I'm not talking about civil disobedience, but simply living your life without dwelling on someone else's proscriptions for it.
> like the rest of us
False appeal to a nonexistent herd. People living your viewpoint are actually in the minority. Many people do drugs, and most people speed.
As I said, I too would like actions to better line up with laws. But in our society of victimless "crimes", the answer isn't to insist that people need to follow the abstract model harder, but to fix the model to line up with reasonable people's behavior. And this is not the moral responsibility of people who simply wish to live their life, but of those who are creating this system of rules and calling it justice. To think otherwise is to believe that individuals should be servants of their government.
Nobody's claiming the answer is to simply accept bad laws along with the good ones. That's absurd. It should be pretty obvious that the only sensible answer is to get rid of the bad laws. We're just talking about what to do in the interim, since that process is not going to be instantaneous - scoff at whichever laws you personally disagree with, break those laws and accept the preposterous consequences as a form of protest, or follow them even though they're stupid. If you don't see the first option as a recipe for chaos, I don't know what else to say to you.
Sure it's a recipe for chaos, but that chaos should be blamed on the people who made the unreasonable laws in the first place. "Stop snitching" isn't the problem, it's a symptom.
We're both trying to be good people and improve society, which is why we're debating a moral code to live by.
Correctly assigning blame is an important part of diagnosing a problem. Otherwise, being free from scrutiny, the responsible party keeps right on creating problems.
> like the rest of us
False appeal to a nonexistent herd. People living your viewpoint are actually in the minority. Many people do drugs, and most people speed.

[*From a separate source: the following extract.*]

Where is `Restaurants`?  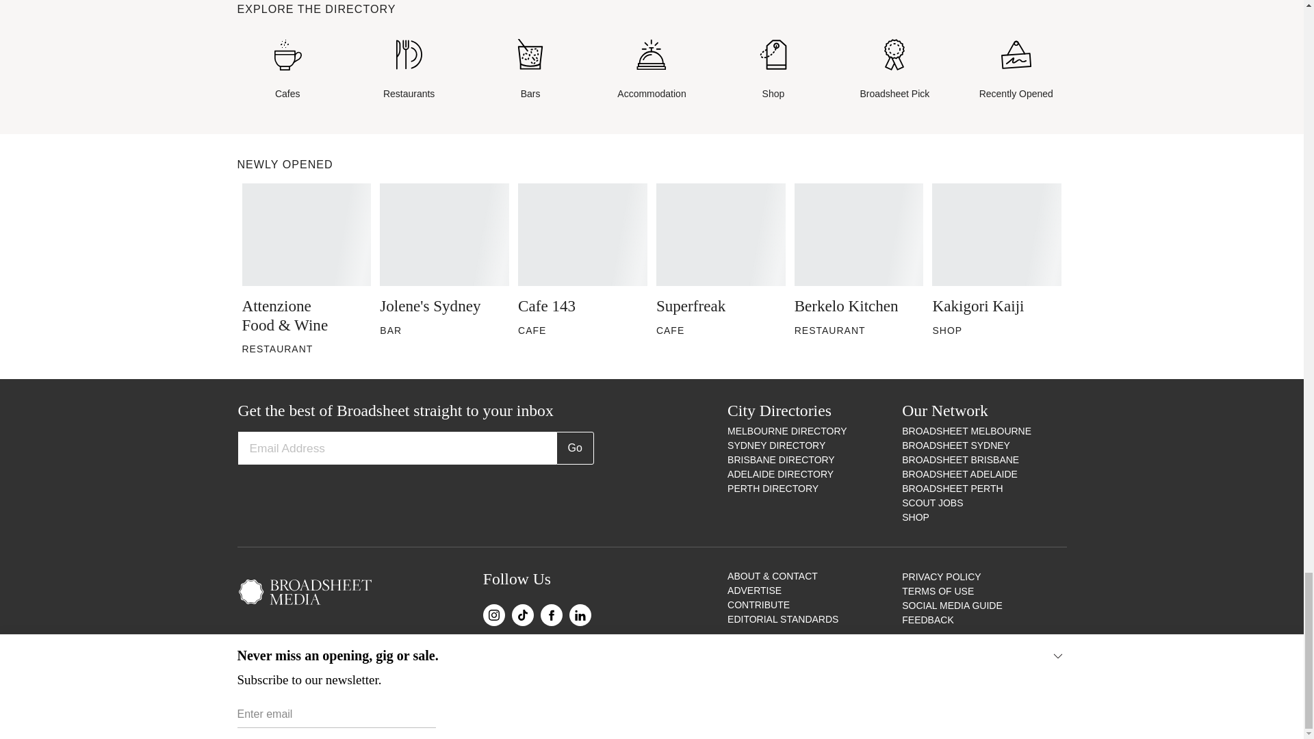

As I said, I too would like actions to better line up with laws. But in our society of victimless "crimes", the answer isn't to insist that people need to follow the abstract model harder, but to fix the model to line up with reasonable people's behavior. And this is not the moral responsibility of people who simply wish to live their life, but of those who are creating this system of rules and calling it justice. To think otherwise is to believe that individuals should be servants of their government.